A harbinger of change in the healthcare industry may be the gym club, a.k.a. health club or athletic club. Some gyms have begun to offer exercise programs to people coping with a variety of ailments. The American Cancer Society and theAmericanCollegeof Sports Medicine are creating a special certification for gym workers who work with cancer patients on exercise programs.

A suburbanBostongym offers patients diagnosed with anything from heart disease to arthritis to diabetes 60-day strength and cardiovascular training programs costing $60. Women at aDallasgym pay $580 for an evaluation, eight training sessions, two lectures, and a workout booklet.

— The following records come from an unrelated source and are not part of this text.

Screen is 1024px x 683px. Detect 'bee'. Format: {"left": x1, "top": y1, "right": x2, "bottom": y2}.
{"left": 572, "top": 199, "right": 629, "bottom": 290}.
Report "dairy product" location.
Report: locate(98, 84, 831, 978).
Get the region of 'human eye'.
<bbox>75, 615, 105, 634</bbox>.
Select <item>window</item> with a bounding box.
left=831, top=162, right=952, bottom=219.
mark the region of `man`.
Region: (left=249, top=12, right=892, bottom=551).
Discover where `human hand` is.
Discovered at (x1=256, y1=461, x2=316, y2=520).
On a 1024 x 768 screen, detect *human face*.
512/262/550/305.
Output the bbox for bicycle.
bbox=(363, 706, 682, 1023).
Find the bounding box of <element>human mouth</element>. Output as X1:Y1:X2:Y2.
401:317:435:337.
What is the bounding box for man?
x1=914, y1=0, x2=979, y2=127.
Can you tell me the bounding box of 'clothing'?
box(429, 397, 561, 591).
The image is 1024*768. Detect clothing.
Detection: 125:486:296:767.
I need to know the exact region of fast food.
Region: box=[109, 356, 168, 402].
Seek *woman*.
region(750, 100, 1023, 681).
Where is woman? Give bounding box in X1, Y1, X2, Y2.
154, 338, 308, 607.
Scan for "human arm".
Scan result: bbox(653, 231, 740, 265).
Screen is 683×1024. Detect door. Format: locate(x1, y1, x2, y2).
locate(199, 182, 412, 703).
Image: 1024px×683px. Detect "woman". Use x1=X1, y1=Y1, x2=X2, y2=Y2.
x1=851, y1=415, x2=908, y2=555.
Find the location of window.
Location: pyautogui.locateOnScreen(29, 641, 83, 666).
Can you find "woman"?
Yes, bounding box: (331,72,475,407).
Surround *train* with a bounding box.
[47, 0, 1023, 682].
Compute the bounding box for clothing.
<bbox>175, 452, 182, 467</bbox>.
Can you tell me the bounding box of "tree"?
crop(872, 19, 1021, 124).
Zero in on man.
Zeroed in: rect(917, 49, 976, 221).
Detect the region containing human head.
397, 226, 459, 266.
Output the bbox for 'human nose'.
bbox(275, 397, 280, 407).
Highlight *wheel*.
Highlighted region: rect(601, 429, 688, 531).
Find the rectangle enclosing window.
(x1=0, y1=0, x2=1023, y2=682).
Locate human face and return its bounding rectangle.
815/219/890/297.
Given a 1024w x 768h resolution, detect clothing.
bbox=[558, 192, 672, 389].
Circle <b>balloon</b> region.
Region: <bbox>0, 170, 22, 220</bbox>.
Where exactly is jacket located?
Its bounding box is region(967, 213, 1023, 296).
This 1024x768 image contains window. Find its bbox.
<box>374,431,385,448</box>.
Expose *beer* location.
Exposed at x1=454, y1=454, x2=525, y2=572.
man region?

We predict that gyms will eventually offer complex rehabilitation programs currently reserved for formal rehab centers. Ever-smarter and cheaper computerized and robotic exercise devices will fuel that trend.

Fitness Pill

But who’ll need gyms when we have a “fitness pill”? One experimental pill, called AICAR, has produced “marathon mice” possessing increased stamina and muscle that burns fat. The mice were able to run 44 percent further. And all without any additional exercise.

Don’t say nobody told you it was coming!